NOTE: the allocs in the benchmark above are from the calls to http.Request's WithContext(context.Context) method that clones the http.Request, sets the Context() on the duplicated (alloc'd) request and returns it the new request object. This is just how setting context on a request in Go 1.7+ works.

Credits

We'll be more than happy to see your contributions!

Beyond REST

chi is just a http router that lets you decompose request handling into many smaller layers. Many companies including Pressly.com (of course) use chi to write REST services for their public APIs. But, REST is just a convention for managing state via HTTP, and there's a lot of other pieces required to write a complete client-server system or network of microservices.

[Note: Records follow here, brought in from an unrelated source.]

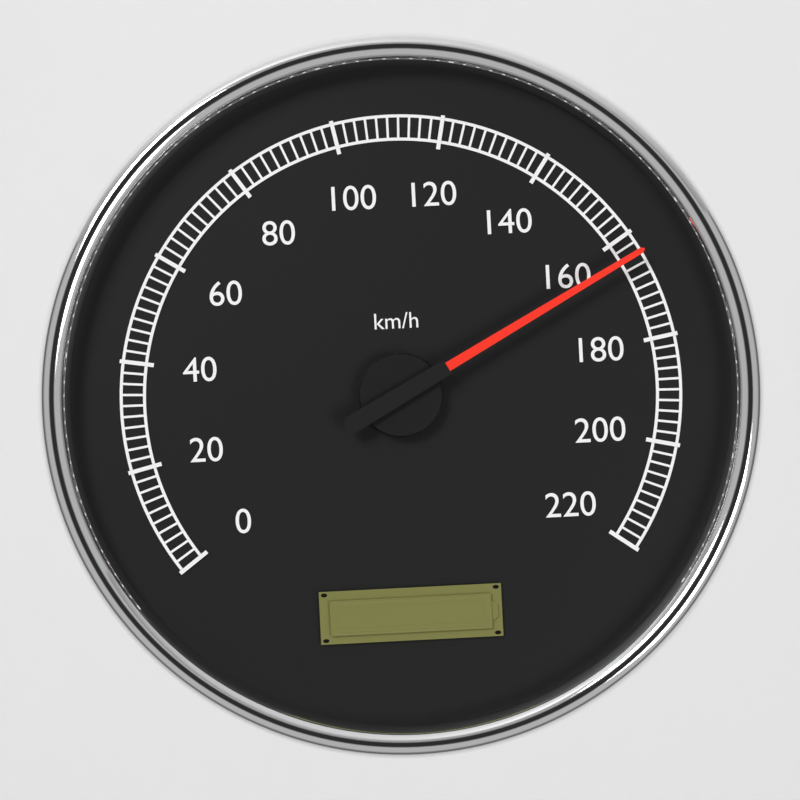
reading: 164 km/h
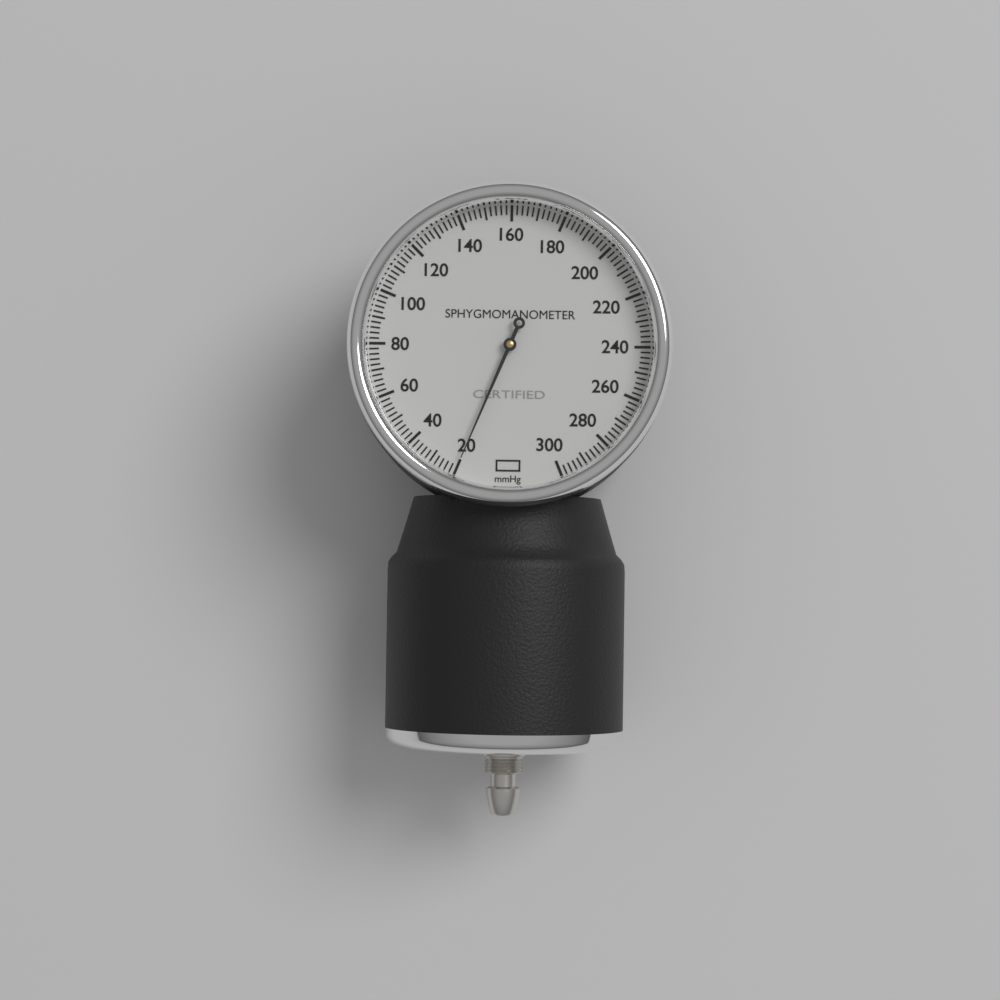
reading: 20 mmHg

Looking ahead beyond REST, I also recommend some newer works in the field coming from gRPC, NATS, go-kit and even graphql. They're all pretty cool with their own unique approaches and benefits. Specifically, I'd look at gRPC since it makes client-server communication feel like a single program on a single computer, no need to hand-write a client library and the request/response payloads are typed contracts. NATS is pretty amazing too as a super fast and lightweight pub-sub transport that can speak protobufs, with nice service discovery - an excellent combination with gRPC.